Police brutality and “Torture Letters”
Content Warning: This column discusses police brutality
The multiple upheavals in America over the past year, triggered by human rights abuses such as the murder of George Freud, are nothing new to anyone. Modern media such as the Internet, television, and newspapers are rapidly filling up with graphic violence from one title to another. The constant consumption of such content reduces a person’s sensitivity to this kind of news, which is called “compassion fatigue”.
A similar phenomenon touched me not so long ago when my hometown was overflowing with graphics of police brutality and counter-protests. The answer to this fatigue for me was Lawrence Ralph’s “Letter of Torture” documenting police brutality in Chicago. The emphasis in the documentary is not on the content, but on the narrative story from the first person, which rivets the viewers and puts them in the victim’s place. This perspective allows you to feel the brutality of the police on your own skin, and makes compelling moral demands.

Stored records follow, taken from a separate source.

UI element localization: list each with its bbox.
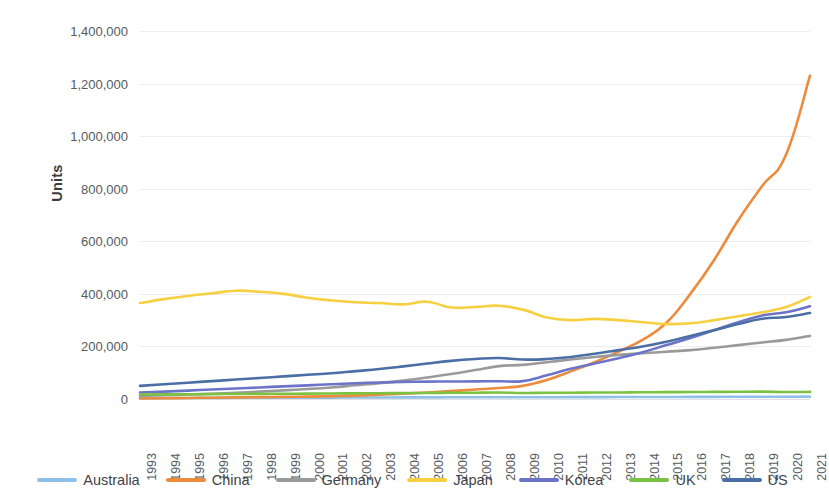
- legend-swatch-icon: [37, 478, 77, 482]
- y-tick-label: 800,000: [0, 181, 128, 196]
- y-tick-label: 1,400,000: [0, 24, 128, 39]
- y-tick-label: 1,200,000: [0, 76, 128, 91]
- legend-label: UK: [675, 472, 695, 488]
- legend-item-australia[interactable]: Australia: [37, 472, 139, 488]
- y-tick-label: 200,000: [0, 339, 128, 354]
- legend-item-uk[interactable]: UK: [629, 472, 695, 488]
- legend-swatch-icon: [722, 478, 762, 482]
- legend-label: US: [768, 472, 788, 488]
- y-tick-label: 600,000: [0, 234, 128, 249]
- plot-area: [140, 31, 810, 399]
- legend-label: Australia: [83, 472, 139, 488]
- legend-label: Germany: [322, 472, 382, 488]
- x-axis-tick-labels: 1993199419951996199719981999200020012002…: [140, 403, 810, 455]
- series-line-china: [140, 76, 810, 399]
- y-axis-tick-labels: 0200,000400,000600,000800,0001,000,0001,…: [0, 0, 128, 497]
- series-line-germany: [140, 336, 810, 396]
- legend-swatch-icon: [629, 478, 669, 482]
- legend-swatch-icon: [407, 478, 447, 482]
- legend-item-us[interactable]: US: [722, 472, 788, 488]
- series-line-japan: [140, 291, 810, 325]
- y-tick-label: 400,000: [0, 286, 128, 301]
- chart-legend: AustraliaChinaGermanyJapanKoreaUKUS: [0, 462, 825, 497]
- legend-swatch-icon: [166, 478, 206, 482]
- series-lines: [140, 31, 810, 399]
- y-tick-label: 0: [0, 392, 128, 407]
- legend-item-japan[interactable]: Japan: [407, 472, 493, 488]
- legend-label: Japan: [453, 472, 493, 488]
- legend-item-korea[interactable]: Korea: [519, 472, 604, 488]
- legend-label: Korea: [565, 472, 604, 488]
- legend-swatch-icon: [519, 478, 559, 482]
- y-tick-label: 1,000,000: [0, 129, 128, 144]
- legend-swatch-icon: [276, 478, 316, 482]
- x-axis-line: [140, 399, 810, 400]
- legend-item-china[interactable]: China: [166, 472, 250, 488]
- legend-label: China: [212, 472, 250, 488]
- legend-item-germany[interactable]: Germany: [276, 472, 382, 488]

This approach to reflecting reality relieves the fatigue of empathy by adapting the aesthetics to the target audience, offering a new perspective. The film was published in The New York Times in a narrative writing style that made rich and educated audiences empathize with Ralph’s suffering, not annotations. The victims of violence are not abstract “they” but the same people, the readers themselves. This made it possible to express such cruelty in a more human way, to believe that this is happening to them, their friends and loved ones.